Segment Start: RECORDED DATA

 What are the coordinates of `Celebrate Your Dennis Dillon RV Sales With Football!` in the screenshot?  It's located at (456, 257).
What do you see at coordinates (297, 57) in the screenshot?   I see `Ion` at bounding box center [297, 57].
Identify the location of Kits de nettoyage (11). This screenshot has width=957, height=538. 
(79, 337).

Segment End: RECORDED DATA
Segment Start: RECORDED DATA

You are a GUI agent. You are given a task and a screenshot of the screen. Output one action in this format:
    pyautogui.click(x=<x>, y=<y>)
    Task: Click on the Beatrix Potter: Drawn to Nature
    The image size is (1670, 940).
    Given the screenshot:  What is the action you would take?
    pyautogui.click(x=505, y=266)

Segment End: RECORDED DATA

For this exercise, gather every line of the data that contains the word "coordinates".

▶ **OUTPUT BELOW**
 What are the coordinates of `Celebrate Your Dennis Dillon RV Sales With Football!` in the screenshot?  It's located at (456, 257).
What do you see at coordinates (297, 57) in the screenshot?   I see `Ion` at bounding box center [297, 57].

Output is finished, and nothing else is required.